Crate sconcat [] [src]

String concatenation

Concatenatation of characters (char), string slices (&str) and owned strings (String).

A concatenation is started with the Cat element, and any number of characters, string slices or strings can be concatenated using the + operator. The concatenation can be converted or appended to a String.

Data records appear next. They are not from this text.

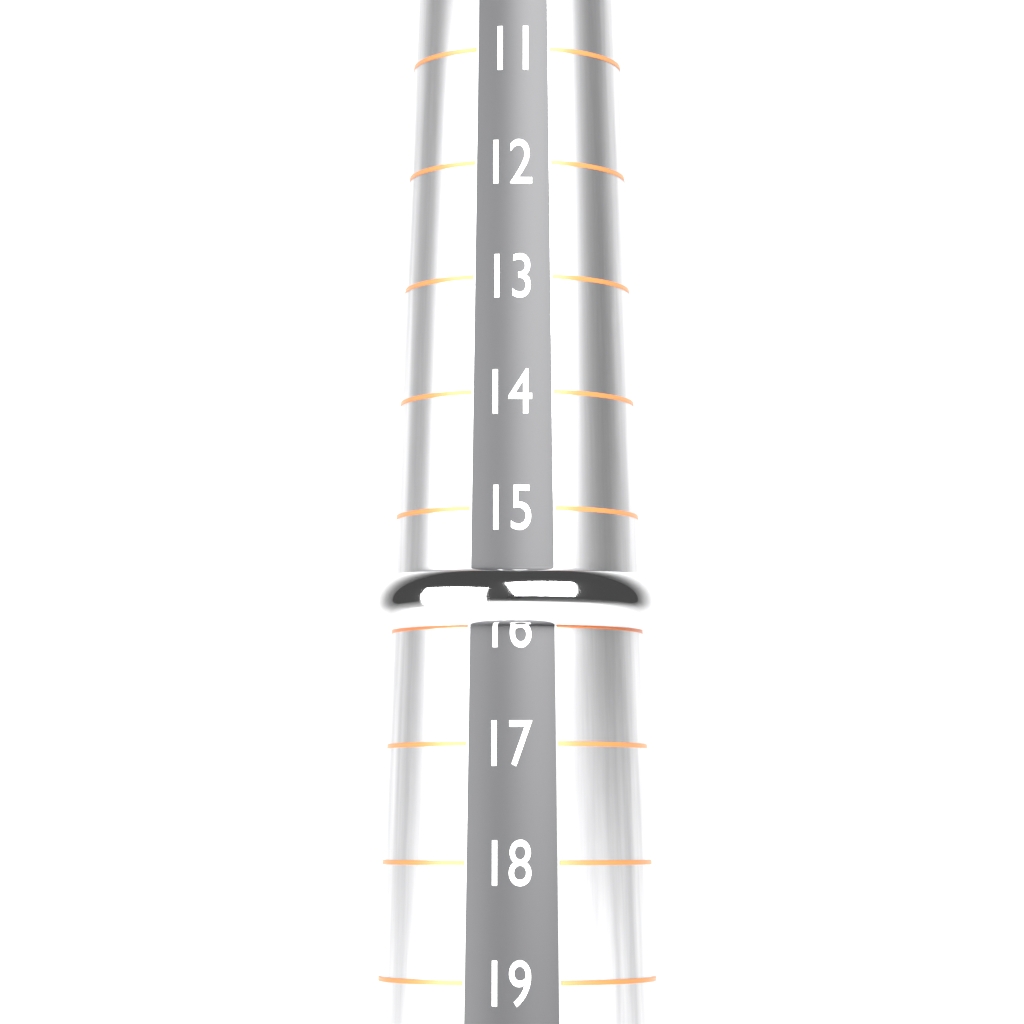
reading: 16 (no unit)
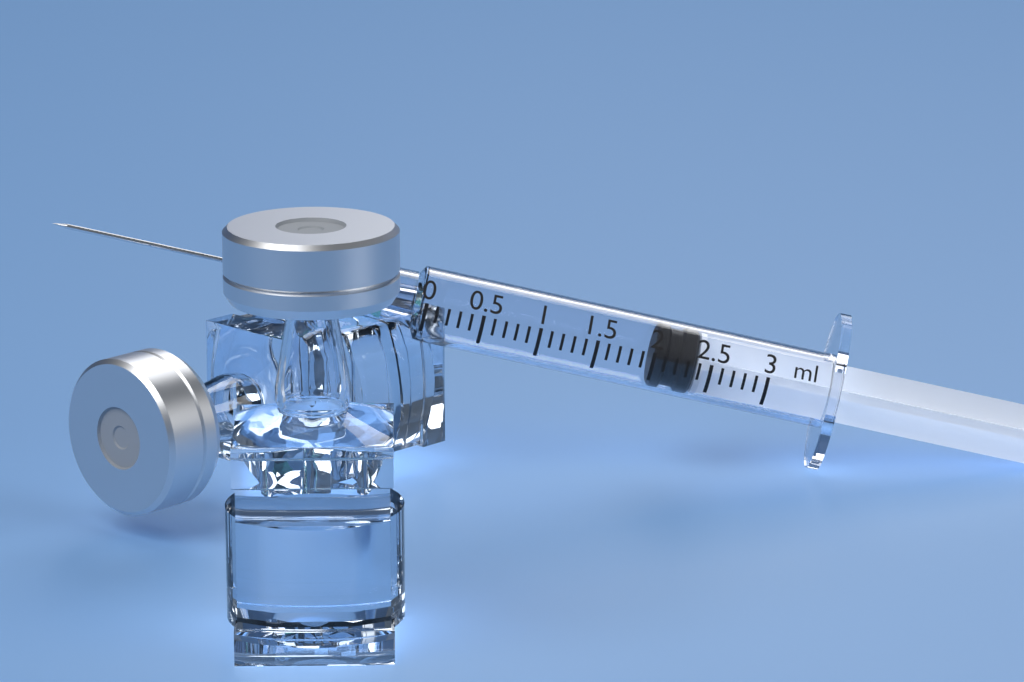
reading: 2.0 ml
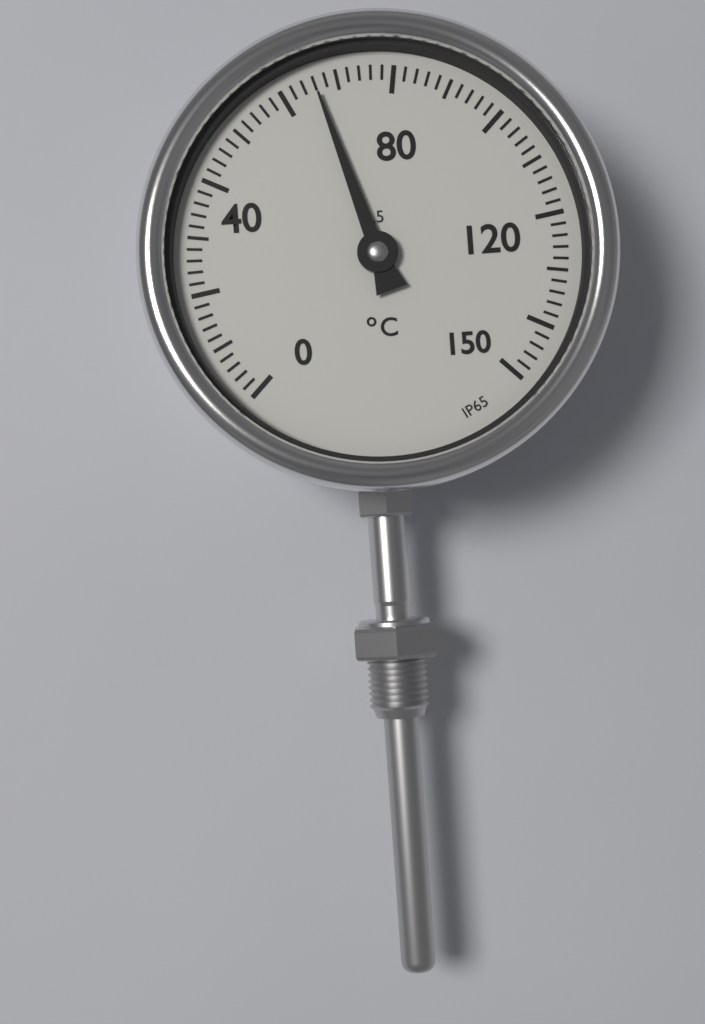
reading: 66 °C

If the concatenation is converted to a String, and it starts with an owned string with enough capacity to store the result, no allocations or reallocations take place. If the concatenation is appended to a String with enough capacity, no allocations or reallocations take place. Otherwise, one allocation or reallocation takes place.

Examples

A concatenation can be converted to a String.

use sconcat::Cat;

let cat1 = Cat + "Hello, " + "world! " + '☺';
// One allocation:
let s1 = String::from(cat1);
assert_eq!(s1, "Hello, world! ☺");

let cat2 = Cat + String::from("Hello, ") + "world! " + '☺';
// At most one reallocation as the initial `String` is resized:
let s2 = String::from(cat2);
assert_eq!(s2, "Hello, world! ☺");

A concatenation can also be appended to a String.

use sconcat::Cat;

let cat = Cat + "world! " + '☺';
let mut s = String::from("Hello, ");
// At most one reallocation as the initial `s` is resized:
s += cat;
assert_eq!(s, "Hello, world! ☺");

If the concatenation starts with a String that has enough reserved space, no reallocations will take place.

use sconcat::Cat;

let mut buf = String::from("Hello, ");
// 7 bytes for "world! " and 3 bytes for '☺'
buf.reserve(10);
let ptr = buf.as_ptr();
let cat = Cat + buf + "world! " + '☺';
let s2 = String::from(cat);
assert_eq!(s2, "Hello, world! ☺");
assert_eq!(s2.as_ptr(), ptr);

The concatenation also implements Display and Debug. However, using to_string() can result in multiple reallocations, so String::from(cat) is preferred over cat.to_string() where possible.

use sconcat::Cat;

let cat = Cat + "Hello, " + "world! " + '☺';
// `s1` can be resized up to three times:
let s1 = cat.to_string();
assert_eq!(s1, "Hello, world! ☺");
// Only one allocation here:
let s2 = String::from(cat);
assert_eq!(s2, "Hello, world! ☺");
// The following would fail as now `cat` has been moved:
// let s3 = String::from(cat);

Usage

To use sconcat in your crate, add extern crate sconcat; to the crate root and add sconcat as a dependency in Cargo.toml:

[dependencies]
sconcat = "0.2"

Optional features

The crate supports an optional feature fast_fmt, which adds a dependency on the fast_fmt crate. When the feature is enabled, the concatenation implements fast_fmt::Fmt. To enable the feature, the dependency in Cargo.toml can be added as:

[dependencies]
sconcat = { version = "0.2", features = ["fast_fmt"] }

Structs

Cat

A term that is used to start a string concatenation.